Arcade raises $12M from Perplexity co-founder’s new fund to make AI agents less awful

Arcade, an AI Agent Infrastructure Startup founded by former OKTA -Exec Alex Salazar and former Redis Engineer Sam Partee, has collected $ 12 million from Laude Ventures.
Laude was launched the new fund in 2024 by co-founder of Pertlexity Andy Konwinski, the UC Berkeley computer scientist who also established data tabricks.
This is not the only check that Laude has cut. But it is the first publicly announced, co-founder of Laude and general partner Pete Sonsini told WAN. Sonsini is known for his years at NEA, where he led early investments in Databricks, Anyscale and Pertlexity.
As far as Salazar is concerned, he is a repeated founder. He landed on OKTA after the sale of his authentication -API startup, Stormpath, to the company in 2017. He spent in the coming years at OKTA as VP building products. Pedee, for his part, had built on LLM-based applications and contributed to some important open source projects such as Langchain and Llamainadex, according to Arcade.
When Salazar saw Chatgpt 3.5’s debut, he saw the future and his next startup idea: an AI Agent Company. Arcade was founded in February 2024.
Then he and Partee soon discovered that AI agents did not really work.
“We tried to build a site -reliability agent who would compete with it [companies] Just like Data Dog, “Salazar said. They don’t do much. “
Salazar and Partee continued to “hit the wall our heads” and tried to get their agent only to connect to other services and to get the data needed to do their work.
One reason, they discovered is because many agents use LLMS who are trained on public data, but not private data. For example, they can talk about product functions, but cannot confirm that an order has been delivered.
The couple decided that Arcade would do for AI agents what OKTA once did for Saas Cloud Services. The founders built a tool platform for their site relationship agent.
“People were very surprised when we would show them the demo of that agent. They were not so interested in the agent himself,” Salazar said. They wanted to know how they actually let the agent work.
“In the end we just looked at each other and said … Why don’t we just stop with the agent and do we sell the underlying Tools-Calling platform?” Salazar said.
Enter Arcade that every agent helps to access the same privileges to the same apps and data as the employee who helps it, or the position it plays. Arcade is available through prices or subscriptions based on use.
Arcade integrates with Oauth, so it can handle the authentications of thousands of Saas services and websites. It also works an intermediary, which offers safe token management that prevents the LLMS from having access to those references, Salazar said.
When Sonsini, who had supported Salazar with StormPath, heard that the founder did a new startup, he stood out and wanted to inside.
“We are very, very focused on founders of the super -technical type, and so we are very connected to the research community. We have limited partners who are researchers,” Sonsini said.
While many AI startup founders are aimed at the “shiny object” around LLMS, such as agents, “My background is the lower levels, the infrastructure where companies can be built in billion dollars,” Sonsini said. And Arcade “falls exactly in that space.”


■ Problem to work on:
Filter the material below down to the lines containing the word "averaged".

■ Records:
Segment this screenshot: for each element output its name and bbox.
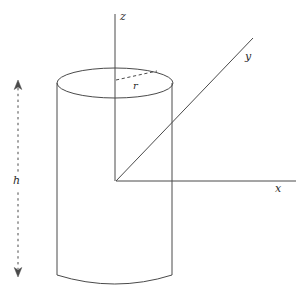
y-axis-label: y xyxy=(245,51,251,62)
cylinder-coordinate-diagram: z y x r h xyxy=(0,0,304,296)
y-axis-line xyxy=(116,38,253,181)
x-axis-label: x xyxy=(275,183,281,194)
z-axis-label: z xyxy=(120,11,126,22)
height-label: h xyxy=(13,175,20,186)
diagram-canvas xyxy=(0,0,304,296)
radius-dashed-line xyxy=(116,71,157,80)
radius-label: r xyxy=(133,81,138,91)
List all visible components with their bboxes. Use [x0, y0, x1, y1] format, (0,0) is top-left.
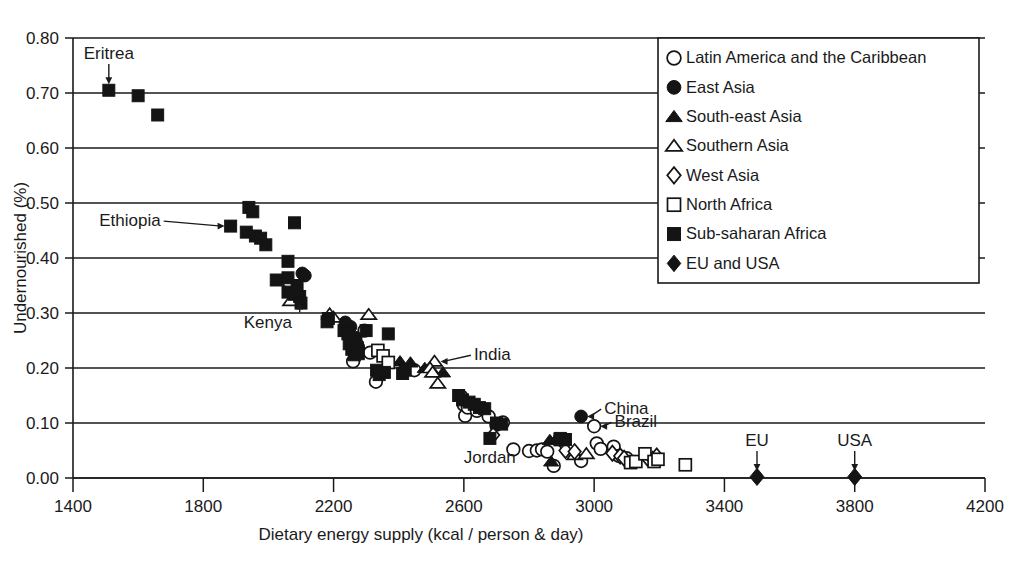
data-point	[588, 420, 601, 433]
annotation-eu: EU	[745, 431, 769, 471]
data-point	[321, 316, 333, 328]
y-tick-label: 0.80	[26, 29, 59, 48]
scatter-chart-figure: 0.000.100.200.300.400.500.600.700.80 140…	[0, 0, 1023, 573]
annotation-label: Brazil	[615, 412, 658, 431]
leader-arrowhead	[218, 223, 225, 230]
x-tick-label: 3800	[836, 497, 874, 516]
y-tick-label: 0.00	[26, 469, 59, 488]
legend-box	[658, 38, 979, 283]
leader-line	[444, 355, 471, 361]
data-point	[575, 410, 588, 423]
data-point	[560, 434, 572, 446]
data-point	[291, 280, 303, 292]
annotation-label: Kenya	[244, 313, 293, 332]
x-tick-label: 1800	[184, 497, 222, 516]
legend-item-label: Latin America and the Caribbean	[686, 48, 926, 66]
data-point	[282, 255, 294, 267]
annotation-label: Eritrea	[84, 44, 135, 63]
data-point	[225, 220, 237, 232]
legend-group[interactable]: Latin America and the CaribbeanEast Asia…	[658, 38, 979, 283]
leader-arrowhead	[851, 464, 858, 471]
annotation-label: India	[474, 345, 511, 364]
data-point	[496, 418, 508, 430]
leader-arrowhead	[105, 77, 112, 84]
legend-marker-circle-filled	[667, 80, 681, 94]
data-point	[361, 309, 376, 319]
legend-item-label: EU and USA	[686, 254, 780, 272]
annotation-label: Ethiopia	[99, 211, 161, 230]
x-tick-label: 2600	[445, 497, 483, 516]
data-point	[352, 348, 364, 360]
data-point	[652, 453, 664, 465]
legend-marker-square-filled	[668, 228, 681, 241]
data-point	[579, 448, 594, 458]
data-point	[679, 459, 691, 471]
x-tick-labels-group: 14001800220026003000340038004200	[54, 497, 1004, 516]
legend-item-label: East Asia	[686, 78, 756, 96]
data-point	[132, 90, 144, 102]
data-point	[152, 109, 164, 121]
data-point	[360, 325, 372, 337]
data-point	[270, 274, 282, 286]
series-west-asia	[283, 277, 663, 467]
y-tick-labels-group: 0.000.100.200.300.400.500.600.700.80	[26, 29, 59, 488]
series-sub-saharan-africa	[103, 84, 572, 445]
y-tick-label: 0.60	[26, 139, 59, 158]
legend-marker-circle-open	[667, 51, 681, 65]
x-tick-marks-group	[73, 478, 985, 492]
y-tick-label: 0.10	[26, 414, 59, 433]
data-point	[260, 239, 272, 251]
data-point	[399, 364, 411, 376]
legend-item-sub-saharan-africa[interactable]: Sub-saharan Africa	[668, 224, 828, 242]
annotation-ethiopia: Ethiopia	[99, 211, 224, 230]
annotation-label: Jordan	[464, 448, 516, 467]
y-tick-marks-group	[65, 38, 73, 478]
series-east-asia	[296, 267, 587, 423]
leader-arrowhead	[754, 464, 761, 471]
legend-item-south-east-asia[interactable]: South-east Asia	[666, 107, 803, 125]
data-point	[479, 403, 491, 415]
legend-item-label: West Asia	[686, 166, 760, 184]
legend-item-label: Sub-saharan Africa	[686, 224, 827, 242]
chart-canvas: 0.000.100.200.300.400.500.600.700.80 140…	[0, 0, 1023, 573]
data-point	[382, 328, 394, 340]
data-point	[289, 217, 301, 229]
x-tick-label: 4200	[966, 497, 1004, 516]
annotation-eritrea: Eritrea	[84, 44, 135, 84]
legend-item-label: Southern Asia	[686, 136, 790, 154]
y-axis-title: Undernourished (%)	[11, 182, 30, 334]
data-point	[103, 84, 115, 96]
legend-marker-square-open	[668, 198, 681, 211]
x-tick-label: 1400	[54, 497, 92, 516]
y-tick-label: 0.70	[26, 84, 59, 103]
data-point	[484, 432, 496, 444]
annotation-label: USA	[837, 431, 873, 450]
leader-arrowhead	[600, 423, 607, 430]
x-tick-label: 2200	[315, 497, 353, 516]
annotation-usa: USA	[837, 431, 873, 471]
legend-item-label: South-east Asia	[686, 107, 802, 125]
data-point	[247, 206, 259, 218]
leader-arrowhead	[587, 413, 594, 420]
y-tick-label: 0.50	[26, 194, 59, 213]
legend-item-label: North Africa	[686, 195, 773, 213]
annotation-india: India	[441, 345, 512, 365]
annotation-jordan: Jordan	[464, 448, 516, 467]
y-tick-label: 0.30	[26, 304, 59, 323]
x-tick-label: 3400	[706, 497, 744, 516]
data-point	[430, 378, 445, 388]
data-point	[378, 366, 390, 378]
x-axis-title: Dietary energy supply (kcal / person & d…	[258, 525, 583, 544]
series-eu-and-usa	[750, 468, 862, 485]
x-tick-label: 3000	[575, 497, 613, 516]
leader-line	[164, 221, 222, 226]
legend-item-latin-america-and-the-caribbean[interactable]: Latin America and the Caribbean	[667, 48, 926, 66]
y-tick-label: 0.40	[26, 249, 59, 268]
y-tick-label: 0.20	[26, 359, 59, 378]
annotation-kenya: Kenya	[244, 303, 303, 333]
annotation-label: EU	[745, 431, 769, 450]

---

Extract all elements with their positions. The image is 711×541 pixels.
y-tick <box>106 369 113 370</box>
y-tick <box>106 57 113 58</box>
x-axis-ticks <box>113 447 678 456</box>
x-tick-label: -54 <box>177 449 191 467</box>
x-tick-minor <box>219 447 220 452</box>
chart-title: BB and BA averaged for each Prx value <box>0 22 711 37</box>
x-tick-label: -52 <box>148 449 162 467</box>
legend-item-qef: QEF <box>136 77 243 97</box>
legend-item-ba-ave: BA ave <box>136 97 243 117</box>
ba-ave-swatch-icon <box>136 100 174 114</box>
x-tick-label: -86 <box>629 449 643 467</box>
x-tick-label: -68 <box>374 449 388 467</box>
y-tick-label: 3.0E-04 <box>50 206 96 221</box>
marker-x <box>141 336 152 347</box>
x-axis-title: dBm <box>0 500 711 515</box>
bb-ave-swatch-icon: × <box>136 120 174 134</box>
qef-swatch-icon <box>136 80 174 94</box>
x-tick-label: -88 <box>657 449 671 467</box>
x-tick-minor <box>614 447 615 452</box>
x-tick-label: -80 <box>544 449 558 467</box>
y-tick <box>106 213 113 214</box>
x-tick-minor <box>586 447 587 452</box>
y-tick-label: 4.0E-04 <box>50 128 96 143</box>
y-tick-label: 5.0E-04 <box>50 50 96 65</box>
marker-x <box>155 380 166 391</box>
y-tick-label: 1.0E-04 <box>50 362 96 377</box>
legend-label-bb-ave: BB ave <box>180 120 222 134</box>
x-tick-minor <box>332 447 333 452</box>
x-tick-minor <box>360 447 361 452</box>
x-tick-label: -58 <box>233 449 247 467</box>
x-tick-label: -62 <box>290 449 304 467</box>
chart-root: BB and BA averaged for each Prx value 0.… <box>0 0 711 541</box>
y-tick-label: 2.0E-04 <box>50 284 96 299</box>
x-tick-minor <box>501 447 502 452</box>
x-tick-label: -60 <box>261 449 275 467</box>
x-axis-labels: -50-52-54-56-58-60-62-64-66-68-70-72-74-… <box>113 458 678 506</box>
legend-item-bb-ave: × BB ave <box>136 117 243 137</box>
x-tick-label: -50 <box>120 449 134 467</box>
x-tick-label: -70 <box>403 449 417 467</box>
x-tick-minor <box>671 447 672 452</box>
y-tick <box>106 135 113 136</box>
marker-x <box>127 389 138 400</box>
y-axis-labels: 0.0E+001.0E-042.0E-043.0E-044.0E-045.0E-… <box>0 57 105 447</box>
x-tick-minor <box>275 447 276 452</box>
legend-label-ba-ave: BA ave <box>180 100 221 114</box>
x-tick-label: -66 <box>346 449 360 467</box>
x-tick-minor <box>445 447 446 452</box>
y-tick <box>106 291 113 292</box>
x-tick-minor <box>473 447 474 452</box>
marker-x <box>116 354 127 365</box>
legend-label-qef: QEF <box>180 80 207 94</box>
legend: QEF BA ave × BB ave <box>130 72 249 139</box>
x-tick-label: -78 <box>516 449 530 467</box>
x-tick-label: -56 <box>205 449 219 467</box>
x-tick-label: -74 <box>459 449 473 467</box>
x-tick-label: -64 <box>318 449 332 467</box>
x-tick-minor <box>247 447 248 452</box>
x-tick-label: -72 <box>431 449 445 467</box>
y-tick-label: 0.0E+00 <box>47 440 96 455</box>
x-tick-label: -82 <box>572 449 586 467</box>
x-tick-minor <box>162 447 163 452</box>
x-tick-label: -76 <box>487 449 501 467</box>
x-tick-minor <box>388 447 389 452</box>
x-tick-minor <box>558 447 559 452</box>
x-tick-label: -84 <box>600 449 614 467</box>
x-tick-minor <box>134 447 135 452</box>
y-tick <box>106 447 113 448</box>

■ Answer space:
chart-title: BB and BA averaged for each Prx value <box>0 22 711 37</box>
chart-root: BB and BA averaged for each Prx value 0.… <box>0 0 711 541</box>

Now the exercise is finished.